Carl Sandburg

Mohammed Bek Hadjetlache - Analysis

A bragging voice the poem doesn’t trust

Sandburg builds this poem as a portrait of a man who talks like a legend and moves like a performance, and then lets the performance curdle into something lethal. The colonel arrives shouting, yells with his voice and wigwags with his arms, as if the body itself is a semaphore for self-mythology. Even the interpreter’s line—I was a friend of Kornilov—is less a piece of information than a credential, the sort of name-dropping that tries to substitute for character. The poem’s central claim is that this kind of theatrical power—loud, connected, endlessly self-advertising—can hide an appetite for violence, and that the onlooker (the speaker) feels that danger only gradually, like an afterimage.

The colonel as object: cannonball, stub, projectile

Early on, Sandburg reduces the colonel into shapes rather than a full person: A stub of a man, a projectile shape, a bald head hammered. The language makes him seem manufactured, like ammunition. That leads directly to the poem’s mocking question—put him in a cannon—which is funny on the surface, but it also hints at how revolution and counterrevolution treat people as instruments. Calling him a fly-by-night and a bull-roarer pushes the sense that he is noise and motion more than substance: the speaker is impressed by the commotion, but also already suspicious that the commotion is the point.

Grand claims that turn history into a sales pitch

The colonel’s monologue is a pileup of identities: he will write forty books (covering Islam, Europe, true religion, and even scientific farming), he is the Roosevelt of the Caucasus, he has 30,000 acres, he has a stove factory in Petrograd. Each claim swells outward, as if the man can annex any topic or country by saying so. The strangest ambition, though, is his dream of America, where he’ll ride horses in the moving pictures for $500,000, while dangling money for the listener too—you get $50,000, later ten per cent. Sandburg turns the colonel into a salesman of himself, someone who treats political upheaval, scholarship, and entertainment as interchangeable stages for the same act.

From comic boasting to the sudden fact of murder

The poem’s crucial turn is the blunt paragraph about his hands. After all the talk—Czar, Clemenceau, Kornilov, bolsheviks—the speaker drops the mask and names what those connections have enabled: These hands strangled three fellow workers, took their money, and sent them in sacks to a river bottom. The earlier mockery—cannonball, bull-roarer—now looks inadequate. Sandburg makes the violence sickeningly concrete: not battle, not ideology in the abstract, but bodies, theft, disposal. Even the sensational detail about Stockholm and a gang of strangler women reads less like gossip than like proof that this man’s cruelty travels and recruits, becoming social rather than merely personal.

The hands that keep offering a deal

In the closing lines, the speaker can’t unsee the colonel’s hands. They rise Mid-sea before him, as if the mind has turned the earlier river bottom into an oceanic haunting. Those same hands now illustrating a wish repeat the American fantasy—moving pictures, $500,000, ten per cent—and the repetition is chilling: the gesture of offering profit is inseparable from the gesture of strangling. Sandburg lets the contradiction stand in one body: a man who sells dreams with his arms while those arms carry a private history of murder. Calling him This rider of fugitive dawns seals the portrait: he rides toward new beginnings, but only because he keeps fleeing what he has done.

What does it mean to laugh first?

The poem also implicates the observer’s timing. We meet the colonel through a joking, half-caricatured lens—Does he fight or is he fired like a weapon?—and only later receive the brutal account of strangling. Sandburg seems to ask whether charm and spectacle are not just distractions but tests: if a man can make others laugh, can he buy a little silence, a little delay, while his hands keep working?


#### TASK BRIEF:
If a record holds a picture, please leave the picture out and copy the rest of the record exactly.
= = = =
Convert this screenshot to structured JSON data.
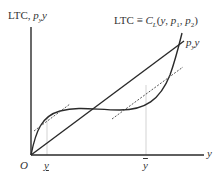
{
  "diagram": {
    "y_axis_label": "LTC, pᵧy",
    "y_axis_label_parts": {
      "main": "LTC, ",
      "p": "p",
      "sub": "y",
      "y": "y"
    },
    "x_axis_label": "y",
    "origin_label": "O",
    "cost_curve_label": "LTC ≡ C_L(y, p₁, p₂)",
    "cost_curve_label_parts": {
      "lhs": "LTC ≡ ",
      "C": "C",
      "Csub": "L",
      "args_open": "(",
      "y": "y",
      "sep1": ", ",
      "p1": "p",
      "p1sub": "1",
      "sep2": ", ",
      "p2": "p",
      "p2sub": "2",
      "args_close": ")"
    },
    "revenue_line_label_parts": {
      "p": "p",
      "sub": "y",
      "y": "y"
    },
    "tick_y_low": "y̲",
    "tick_y_high": "ȳ",
    "tick_y_low_parts": {
      "text": "y"
    },
    "tick_y_high_parts": {
      "text": "y"
    },
    "colors": {
      "line": "#2a2a2a",
      "dashed": "#555555",
      "guide": "#bbbbbb",
      "text": "#333333"
    }
  }
}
= = = =
#### TASK SOLUTION:
Convert this screenshot to structured JSON data.
{
  "diagram": {
    "y_axis_label": "LTC, pᵧy",
    "y_axis_label_parts": {
      "main": "LTC, ",
      "p": "p",
      "sub": "y",
      "y": "y"
    },
    "x_axis_label": "y",
    "origin_label": "O",
    "cost_curve_label": "LTC ≡ C_L(y, p₁, p₂)",
    "cost_curve_label_parts": {
      "lhs": "LTC ≡ ",
      "C": "C",
      "Csub": "L",
      "args_open": "(",
      "y": "y",
      "sep1": ", ",
      "p1": "p",
      "p1sub": "1",
      "sep2": ", ",
      "p2": "p",
      "p2sub": "2",
      "args_close": ")"
    },
    "revenue_line_label_parts": {
      "p": "p",
      "sub": "y",
      "y": "y"
    },
    "tick_y_low": "y̲",
    "tick_y_high": "ȳ",
    "tick_y_low_parts": {
      "text": "y"
    },
    "tick_y_high_parts": {
      "text": "y"
    },
    "colors": {
      "line": "#2a2a2a",
      "dashed": "#555555",
      "guide": "#bbbbbb",
      "text": "#333333"
    }
  }
}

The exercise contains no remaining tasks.